5/3/12
In a lonely place
TextWrangler, my favourite writing-very-fast application, has been improved, with predictable results. The 4.0 version now has features I don't need, runs just that little bit slower and has a bona fide bug: the backspace / delete key sometimes doesn't work (not a hardware problem: I can't reproduce the fault in other applications). How I would like to not be thinking about this, or writing about it, or tooling around the web looking for an old installer for TextWrangler 3.5.3.
Woody Allen still writes on the same typewriter he bought when he was a young man. The 35mm cameras I bought when I was my teens still take better photos than my digital camera or for that matter my phone. I gave up my last Powerbook after a long hard seven years because the screen was so dim it was like typing on a winter night but the machine still works just fine. In fact, the old TextWrangler is on it, so thinking about it, I can simply copy the old software over to the new Mac (MBA 11", a lovely writing machine which I would also be happy to use for the next seven years, or twelve for that matter). Where would I be had I not taken the old man's caution of putting things aside, just in case?

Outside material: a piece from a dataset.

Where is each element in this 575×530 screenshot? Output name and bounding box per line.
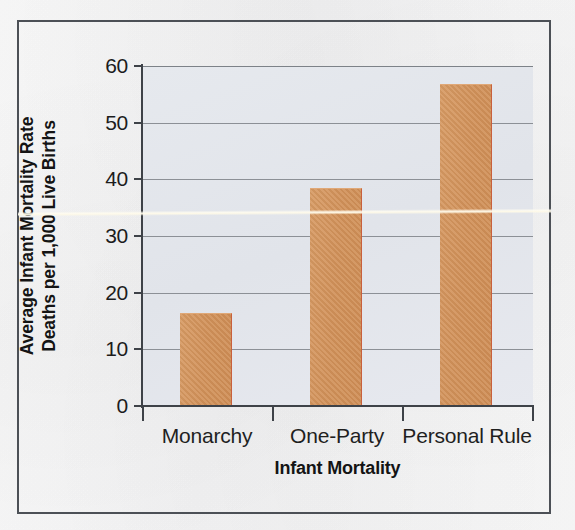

This week I spent a day fixing those groovy Blogger redirects (see previously) and another few hours cursing Google, which now delivers search results in a way that is thwartingly local. If you're looking up something on Google maps in Indonesia in English, it shows you the map labelled in Thai. But if you're in Australia when you type in a search for something in America, you get Australian site results first, whether you ask for them or not. There is a way around the latter -- utterly unintuitive -- and probably for the former, but how I would like to not be thinking about that as well.
By pressing personalisation "services" on users Google is contributing to what one commentator has called the cableisation of the internet: the reduction of the universal set of content into a localised subset shaped by fear and commercial interest. Goodbye World Wide Web, hello My Little Corner. The concept of a walled garden was once pejorative but now we're filtering on Facebook and burning through the world on Twitter 140 characters at a time like a chain smoker stubbing out half-finished cigarettes the idea seems less threatening, if not attractive.
I don't need the web to find out what I already know. If it's online I'm grown-up enough to look at it. I want my laptop to work like a typewriter and my phone to work like a phone and my camera to have shutter speed and aperture and focus: if I need to get closer to the subject I can walk there. I would just like things to function. And I would like to not be thinking about this. The only reason I am is that there's writing I need to get done. Whatever happened to welcome distractions?
Postscript: TextWrangler 3.5.3 reinstalled. Finally. You can go back to it here.